The Nansei-shoto UFO incident, as recounted by Major Donald Keyhoe in his 1955 book The Flying Saucer Conspiracy, refers to a World War II event during the Okinawa campaign in the last year of the war, involving a U.S. Navy task force patrolling the Nansei-shoto Archipelago—a chain of rocky islands in the Ryukyu group, located south of Okinawa. The story was provided to Keyhoe by James Dawson, a pseudonym for a U.S. Navy Combat Information Center (CIC) officer aboard an aircraft carrier, who described it as the “ghost of Nansei-shoto,” a radar-detected but invisible formation of unidentified flying objects that approached the task force without visual confirmation.
According to Dawson, on a bright day with scattered clouds at 5,000 feet and visibility up to 50 miles at 12,000 feet altitude, the CIC radarscopes suddenly showed a large greenish-white blob, initially mistaken for a flaw, but soon resolving into a huge formation of 200 to 300 bogeys (unidentified aircraft) at 12,000 feet and traveling at 650 knots, or about 700 miles per hour. The formation approached from the northeast, closing to within 5 miles of the task force ships. Twelve Navy propeller-driven fighters were launched to intercept, but they reported nothing visible at distances of 3 to 5 miles. The objects extended into curving “arms” as if enveloping the fleet, but vanished from radar after closing in, without any attack or further detection. Similar invisible craft were tracked in the following weeks by other Navy CIC personnel, confirming the event’s recurrence.
Keyhoe, a prominent UFO researcher and retired Marine Corps major, used this incident to argue for the existence of invisible flying saucers, linking it to theories of gravitational fields (G-fields) bending light rays to render objects unseen. He compared it to a 1954 British War Office report of radar-tracked invisible UFO formations over England that maneuvered precisely—from a U-formation to parallel lines to a Z-shape—at noon but remained invisible despite alerts. Keyhoe expressed alarm at the implications, noting that such invisibility would render normal aircraft helpless, and hoped the saucers remained neutral, emphasizing the helplessness of watching “invisible” aircraft close in. He framed the Nansei-shoto event as evidence of advanced technology, possibly extraterrestrial, and part of a broader pattern of UFO sightings during wartime, underscoring the need for disclosure.
The incident’s context adds to its intrigue. The Okinawa campaign, from April to June 1945, was a brutal battle involving massive naval operations to protect landing forces from Japanese attacks, making the area a high-stakes zone where unidentified radar contacts could signify enemy threats. The Nansei-shoto islands, part of the Ryukyu chain, were strategically important, and the task force’s patrol aimed to prevent incursions. Dawson and his CIC team were right in tracking a huge saucer formation, Keyhoe asserted, dismissing it as a mere radar flaw given the consistent detections over weeks.
Skeptics might attribute the radar blips to atmospheric anomalies like temperature inversions or equipment malfunctions common in wartime radar systems, but Keyhoe countered this by highlighting the formation’s intelligent maneuvers and the Navy’s post-war acknowledgment of the “ghost” without explanation. The lack of visual sightings despite clear conditions and launched fighters strengthens the invisibility theory, which Keyhoe tied to other cases like the 1953 Kinross F-89 jet disappearance over Lake Superior and a Gulf of Mexico B-29 encounter. No physical evidence or declassified military reports confirm the event, and Dawson’s pseudonym protects his identity, but Keyhoe’s credibility as a UFO advocate lends weight to the narrative.
The Nansei-shoto case remains a cornerstone in discussions of wartime UFOs, often cited in historical accounts of invisible craft and military encounters. Its legacy endures in UFO research, reflecting the era’s tension between emerging technology and the unknown, and continues to inspire speculation about extraterrestrial surveillance during human conflicts.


Task to carry out -
How many lines in these records include the string "Remote"? Reply with that number alone.

The data -
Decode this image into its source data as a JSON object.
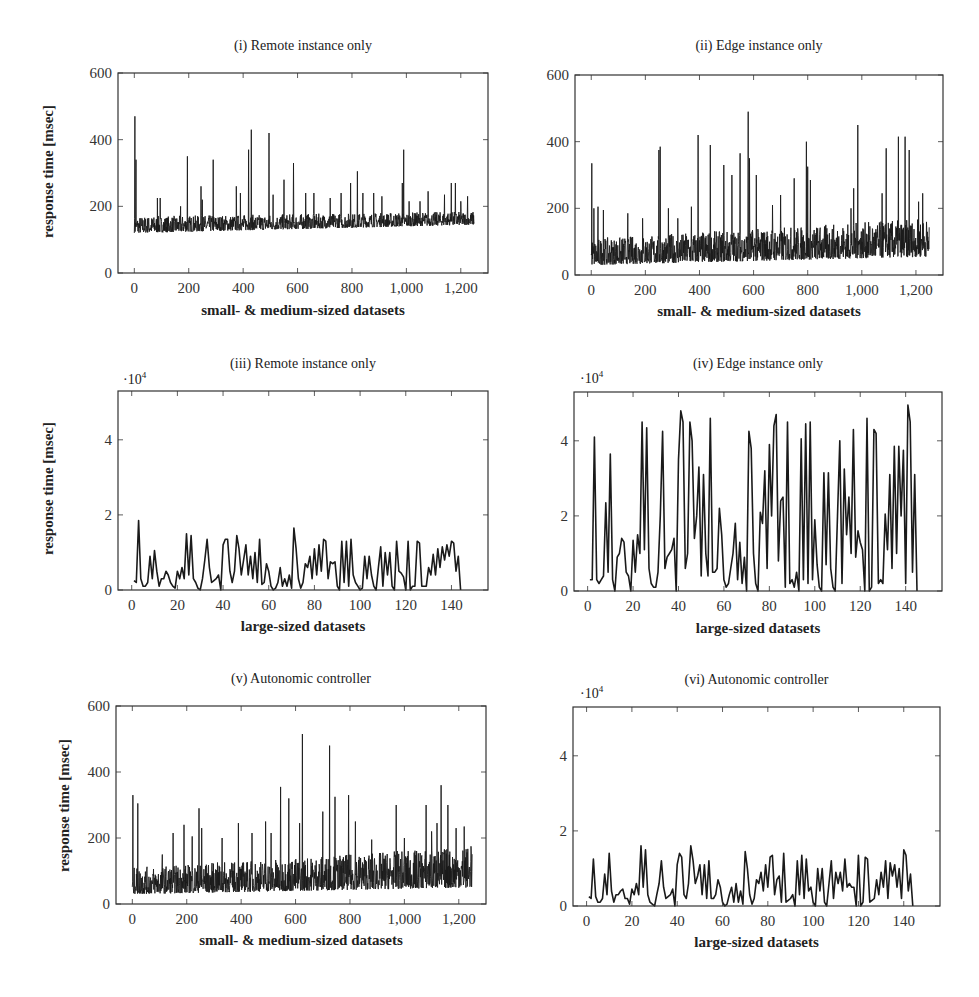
{
  "figure": {
    "ylabel": "response time [msec]"
  },
  "chart_data": [
    {
      "id": "i",
      "type": "line",
      "title": "(i) Remote instance only",
      "xlabel": "small- & medium-sized datasets",
      "ylabel": "response time [msec]",
      "xlim": [
        -60,
        1300
      ],
      "ylim": [
        0,
        600
      ],
      "xticks": [
        0,
        200,
        400,
        600,
        800,
        1000,
        1200
      ],
      "xtick_labels": [
        "0",
        "200",
        "400",
        "600",
        "800",
        "1,000",
        "1,200"
      ],
      "yticks": [
        0,
        200,
        400,
        600
      ],
      "ytick_labels": [
        "0",
        "200",
        "400",
        "600"
      ],
      "multiplier": "",
      "n_points": 1250,
      "baseline": {
        "low": [
          120,
          130,
          145
        ],
        "high": [
          170,
          175,
          185
        ]
      },
      "spikes": [
        [
          2,
          470
        ],
        [
          6,
          340
        ],
        [
          85,
          225
        ],
        [
          95,
          225
        ],
        [
          170,
          200
        ],
        [
          195,
          350
        ],
        [
          245,
          260
        ],
        [
          250,
          220
        ],
        [
          290,
          340
        ],
        [
          375,
          260
        ],
        [
          390,
          240
        ],
        [
          420,
          370
        ],
        [
          430,
          430
        ],
        [
          495,
          420
        ],
        [
          510,
          235
        ],
        [
          550,
          280
        ],
        [
          585,
          330
        ],
        [
          630,
          240
        ],
        [
          660,
          240
        ],
        [
          720,
          225
        ],
        [
          760,
          240
        ],
        [
          795,
          270
        ],
        [
          820,
          305
        ],
        [
          840,
          240
        ],
        [
          880,
          240
        ],
        [
          910,
          230
        ],
        [
          985,
          270
        ],
        [
          990,
          370
        ],
        [
          1010,
          215
        ],
        [
          1050,
          215
        ],
        [
          1080,
          245
        ],
        [
          1140,
          235
        ],
        [
          1165,
          270
        ],
        [
          1180,
          270
        ],
        [
          1200,
          215
        ],
        [
          1225,
          230
        ],
        [
          1250,
          190
        ]
      ]
    },
    {
      "id": "ii",
      "type": "line",
      "title": "(ii) Edge instance only",
      "xlabel": "small- & medium-sized datasets",
      "ylabel": "",
      "xlim": [
        -60,
        1300
      ],
      "ylim": [
        0,
        600
      ],
      "xticks": [
        0,
        200,
        400,
        600,
        800,
        1000,
        1200
      ],
      "xtick_labels": [
        "0",
        "200",
        "400",
        "600",
        "800",
        "1,000",
        "1,200"
      ],
      "yticks": [
        0,
        200,
        400,
        600
      ],
      "ytick_labels": [
        "0",
        "200",
        "400",
        "600"
      ],
      "multiplier": "",
      "n_points": 1250,
      "baseline": {
        "low": [
          30,
          40,
          55
        ],
        "high": [
          110,
          150,
          170
        ]
      },
      "spikes": [
        [
          2,
          335
        ],
        [
          10,
          200
        ],
        [
          25,
          205
        ],
        [
          45,
          195
        ],
        [
          135,
          185
        ],
        [
          190,
          170
        ],
        [
          250,
          375
        ],
        [
          255,
          385
        ],
        [
          285,
          200
        ],
        [
          320,
          170
        ],
        [
          370,
          205
        ],
        [
          395,
          420
        ],
        [
          440,
          390
        ],
        [
          490,
          330
        ],
        [
          520,
          300
        ],
        [
          550,
          365
        ],
        [
          580,
          490
        ],
        [
          585,
          350
        ],
        [
          610,
          300
        ],
        [
          670,
          210
        ],
        [
          700,
          240
        ],
        [
          750,
          290
        ],
        [
          795,
          400
        ],
        [
          800,
          325
        ],
        [
          810,
          285
        ],
        [
          960,
          200
        ],
        [
          970,
          260
        ],
        [
          985,
          450
        ],
        [
          1075,
          245
        ],
        [
          1090,
          380
        ],
        [
          1135,
          415
        ],
        [
          1160,
          415
        ],
        [
          1175,
          375
        ],
        [
          1210,
          220
        ],
        [
          1225,
          245
        ],
        [
          1250,
          180
        ]
      ]
    },
    {
      "id": "iii",
      "type": "line",
      "title": "(iii) Remote instance only",
      "xlabel": "large-sized datasets",
      "ylabel": "response time [msec]",
      "xlim": [
        -6,
        156
      ],
      "ylim": [
        0,
        5.3
      ],
      "xticks": [
        0,
        20,
        40,
        60,
        80,
        100,
        120,
        140
      ],
      "xtick_labels": [
        "0",
        "20",
        "40",
        "60",
        "80",
        "100",
        "120",
        "140"
      ],
      "yticks": [
        0,
        2,
        4
      ],
      "ytick_labels": [
        "0",
        "2",
        "4"
      ],
      "multiplier": "·10^4",
      "multiplier_base": "·10",
      "multiplier_exp": "4",
      "x": [
        1,
        2,
        3,
        4,
        5,
        6,
        7,
        8,
        9,
        10,
        11,
        12,
        13,
        14,
        15,
        16,
        17,
        18,
        19,
        20,
        21,
        22,
        23,
        24,
        25,
        26,
        27,
        28,
        29,
        30,
        31,
        32,
        33,
        34,
        35,
        36,
        37,
        38,
        39,
        40,
        41,
        42,
        43,
        44,
        45,
        46,
        47,
        48,
        49,
        50,
        51,
        52,
        53,
        54,
        55,
        56,
        57,
        58,
        59,
        60,
        61,
        62,
        63,
        64,
        65,
        66,
        67,
        68,
        69,
        70,
        71,
        72,
        73,
        74,
        75,
        76,
        77,
        78,
        79,
        80,
        81,
        82,
        83,
        84,
        85,
        86,
        87,
        88,
        89,
        90,
        91,
        92,
        93,
        94,
        95,
        96,
        97,
        98,
        99,
        100,
        101,
        102,
        103,
        104,
        105,
        106,
        107,
        108,
        109,
        110,
        111,
        112,
        113,
        114,
        115,
        116,
        117,
        118,
        119,
        120,
        121,
        122,
        123,
        124,
        125,
        126,
        127,
        128,
        129,
        130,
        131,
        132,
        133,
        134,
        135,
        136,
        137,
        138,
        139,
        140,
        141,
        142,
        143,
        144,
        145,
        146,
        147,
        148
      ],
      "values": [
        0.25,
        0.2,
        1.85,
        0.3,
        0.1,
        0.1,
        0.2,
        0.9,
        0.3,
        1.05,
        0.5,
        0.1,
        0.3,
        0.3,
        0.5,
        0.4,
        0.2,
        0.1,
        0.05,
        0.5,
        0.3,
        0.6,
        0.3,
        1.5,
        0.4,
        1.45,
        0.3,
        0.2,
        0.05,
        0.0,
        0.3,
        0.8,
        1.35,
        0.6,
        0.2,
        0.25,
        0.3,
        0.4,
        0.0,
        1.2,
        1.35,
        1.35,
        0.5,
        0.2,
        0.5,
        1.45,
        1.1,
        0.4,
        0.8,
        1.2,
        0.4,
        0.9,
        0.3,
        1.0,
        0.2,
        1.35,
        0.15,
        0.2,
        0.7,
        0.5,
        0.1,
        0.0,
        0.05,
        0.2,
        0.6,
        0.1,
        0.3,
        0.1,
        0.4,
        0.05,
        1.65,
        1.1,
        0.3,
        0.05,
        0.2,
        0.7,
        0.6,
        0.9,
        0.3,
        1.1,
        0.4,
        1.2,
        0.5,
        1.35,
        1.3,
        0.3,
        0.75,
        0.7,
        0.75,
        0.1,
        0.0,
        1.3,
        0.2,
        1.3,
        0.1,
        1.35,
        0.4,
        0.2,
        0.1,
        0.0,
        0.05,
        0.9,
        0.3,
        0.9,
        0.4,
        0.1,
        0.0,
        0.6,
        1.15,
        0.1,
        1.0,
        0.4,
        1.0,
        0.1,
        0.0,
        1.3,
        0.5,
        0.45,
        0.35,
        0.0,
        1.3,
        0.0,
        0.1,
        0.1,
        1.3,
        1.25,
        0.1,
        0.1,
        0.1,
        0.6,
        0.4,
        0.95,
        0.4,
        1.1,
        0.6,
        1.15,
        0.8,
        1.2,
        0.9,
        1.3,
        1.25,
        0.5,
        0.9,
        0.0
      ],
      "note": "values in units of 10^4 msec"
    },
    {
      "id": "iv",
      "type": "line",
      "title": "(iv) Edge instance only",
      "xlabel": "large-sized datasets",
      "ylabel": "",
      "xlim": [
        -6,
        156
      ],
      "ylim": [
        0,
        5.3
      ],
      "xticks": [
        0,
        20,
        40,
        60,
        80,
        100,
        120,
        140
      ],
      "xtick_labels": [
        "0",
        "20",
        "40",
        "60",
        "80",
        "100",
        "120",
        "140"
      ],
      "yticks": [
        0,
        2,
        4
      ],
      "ytick_labels": [
        "0",
        "2",
        "4"
      ],
      "multiplier": "·10^4",
      "multiplier_base": "·10",
      "multiplier_exp": "4",
      "values": [
        0.3,
        0.3,
        4.1,
        0.3,
        0.2,
        0.3,
        0.4,
        2.35,
        0.5,
        3.65,
        0.3,
        0.0,
        0.9,
        1.0,
        1.4,
        1.3,
        0.5,
        0.4,
        0.0,
        1.35,
        0.5,
        1.5,
        1.0,
        4.5,
        1.1,
        4.35,
        0.6,
        0.2,
        0.1,
        0.1,
        0.5,
        2.0,
        4.25,
        0.6,
        0.9,
        1.0,
        1.1,
        1.4,
        0.0,
        3.5,
        4.8,
        4.5,
        0.6,
        1.0,
        4.5,
        4.0,
        1.4,
        2.0,
        3.3,
        0.4,
        3.1,
        1.0,
        0.4,
        4.6,
        0.5,
        0.5,
        0.6,
        2.2,
        1.5,
        0.3,
        0.1,
        0.2,
        0.6,
        1.0,
        1.8,
        0.3,
        1.3,
        0.2,
        0.9,
        0.0,
        4.25,
        3.8,
        1.0,
        0.2,
        0.0,
        2.1,
        1.8,
        3.2,
        0.6,
        3.9,
        2.0,
        4.4,
        4.7,
        0.8,
        2.4,
        2.5,
        0.1,
        4.5,
        0.2,
        0.3,
        0.1,
        0.5,
        0.0,
        4.05,
        0.3,
        4.45,
        0.2,
        4.5,
        0.3,
        1.9,
        0.7,
        0.1,
        0.0,
        3.15,
        0.7,
        3.15,
        0.6,
        0.1,
        0.0,
        2.0,
        4.0,
        0.2,
        3.25,
        1.5,
        2.5,
        1.0,
        4.3,
        0.9,
        1.6,
        1.3,
        1.1,
        0.0,
        4.6,
        0.0,
        0.1,
        4.3,
        4.2,
        0.2,
        0.3,
        0.2,
        2.05,
        1.1,
        3.1,
        0.6,
        3.85,
        1.0,
        3.85,
        2.0,
        3.75,
        0.2,
        4.95,
        4.5,
        0.5,
        3.1,
        0.0
      ],
      "note": "values in units of 10^4 msec"
    },
    {
      "id": "v",
      "type": "line",
      "title": "(v) Autonomic controller",
      "xlabel": "small- & medium-sized datasets",
      "ylabel": "response time [msec]",
      "xlim": [
        -60,
        1300
      ],
      "ylim": [
        0,
        600
      ],
      "xticks": [
        0,
        200,
        400,
        600,
        800,
        1000,
        1200
      ],
      "xtick_labels": [
        "0",
        "200",
        "400",
        "600",
        "800",
        "1,000",
        "1,200"
      ],
      "yticks": [
        0,
        200,
        400,
        600
      ],
      "ytick_labels": [
        "0",
        "200",
        "400",
        "600"
      ],
      "multiplier": "",
      "n_points": 1250,
      "baseline": {
        "low": [
          30,
          40,
          50
        ],
        "high": [
          110,
          150,
          175
        ]
      },
      "spikes": [
        [
          2,
          330
        ],
        [
          20,
          305
        ],
        [
          110,
          150
        ],
        [
          150,
          215
        ],
        [
          190,
          240
        ],
        [
          220,
          205
        ],
        [
          245,
          290
        ],
        [
          255,
          230
        ],
        [
          330,
          200
        ],
        [
          390,
          245
        ],
        [
          440,
          215
        ],
        [
          490,
          250
        ],
        [
          510,
          215
        ],
        [
          545,
          355
        ],
        [
          575,
          320
        ],
        [
          615,
          245
        ],
        [
          625,
          515
        ],
        [
          700,
          280
        ],
        [
          725,
          480
        ],
        [
          745,
          325
        ],
        [
          795,
          330
        ],
        [
          820,
          250
        ],
        [
          880,
          195
        ],
        [
          970,
          300
        ],
        [
          1000,
          200
        ],
        [
          1080,
          300
        ],
        [
          1100,
          220
        ],
        [
          1120,
          245
        ],
        [
          1135,
          360
        ],
        [
          1160,
          300
        ],
        [
          1190,
          230
        ],
        [
          1220,
          235
        ],
        [
          1245,
          175
        ]
      ]
    },
    {
      "id": "vi",
      "type": "line",
      "title": "(vi) Autonomic controller",
      "xlabel": "large-sized datasets",
      "ylabel": "",
      "xlim": [
        -6,
        156
      ],
      "ylim": [
        0,
        5.3
      ],
      "xticks": [
        0,
        20,
        40,
        60,
        80,
        100,
        120,
        140
      ],
      "xtick_labels": [
        "0",
        "20",
        "40",
        "60",
        "80",
        "100",
        "120",
        "140"
      ],
      "yticks": [
        0,
        2,
        4
      ],
      "ytick_labels": [
        "0",
        "2",
        "4"
      ],
      "multiplier": "·10^4",
      "multiplier_base": "·10",
      "multiplier_exp": "4",
      "values": [
        0.25,
        0.2,
        1.25,
        0.25,
        0.1,
        0.1,
        0.2,
        0.85,
        0.3,
        1.4,
        0.4,
        0.1,
        0.3,
        0.3,
        0.4,
        0.45,
        0.2,
        0.2,
        0.05,
        0.45,
        0.3,
        0.6,
        0.3,
        1.6,
        0.5,
        1.5,
        0.3,
        0.1,
        0.05,
        0.0,
        0.3,
        0.6,
        1.2,
        0.5,
        0.2,
        0.25,
        0.3,
        0.45,
        0.0,
        1.1,
        1.4,
        1.3,
        0.3,
        0.2,
        0.6,
        1.6,
        1.2,
        0.6,
        0.8,
        1.1,
        0.3,
        1.1,
        0.2,
        1.2,
        0.2,
        0.2,
        0.3,
        0.7,
        0.5,
        0.1,
        0.0,
        0.05,
        0.3,
        0.5,
        0.1,
        0.6,
        0.1,
        0.4,
        0.05,
        1.45,
        1.0,
        0.3,
        0.05,
        0.2,
        0.7,
        0.6,
        0.9,
        0.4,
        1.1,
        0.5,
        1.3,
        1.35,
        0.3,
        0.7,
        0.8,
        0.1,
        1.4,
        0.1,
        0.15,
        0.2,
        0.3,
        0.0,
        1.2,
        0.3,
        1.35,
        0.2,
        1.25,
        0.4,
        0.5,
        0.1,
        0.0,
        1.0,
        0.4,
        1.0,
        0.1,
        0.0,
        0.6,
        1.2,
        0.2,
        0.9,
        0.6,
        0.9,
        0.4,
        1.25,
        0.5,
        0.6,
        0.5,
        0.5,
        0.0,
        1.35,
        0.0,
        0.1,
        1.3,
        1.25,
        0.1,
        0.15,
        0.2,
        0.7,
        0.3,
        0.9,
        0.5,
        1.2,
        0.2,
        1.15,
        0.8,
        1.1,
        0.5,
        1.0,
        0.2,
        1.5,
        1.35,
        0.4,
        0.85,
        0.0
      ],
      "note": "values in units of 10^4 msec"
    }
  ],
  "panels": {
    "i": {
      "box": [
        118,
        73,
        488,
        273
      ]
    },
    "ii": {
      "box": [
        575,
        75,
        943,
        275
      ]
    },
    "iii": {
      "box": [
        118,
        391,
        488,
        590
      ]
    },
    "iv": {
      "box": [
        574,
        392,
        942,
        591
      ]
    },
    "v": {
      "box": [
        116,
        706,
        486,
        904
      ]
    },
    "vi": {
      "box": [
        573,
        707,
        940,
        906
      ]
    }
  },
  "style": {
    "line_color": "#1a1a1a",
    "axis_color": "#333333",
    "background": "#ffffff"
  }
}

Answer section -
2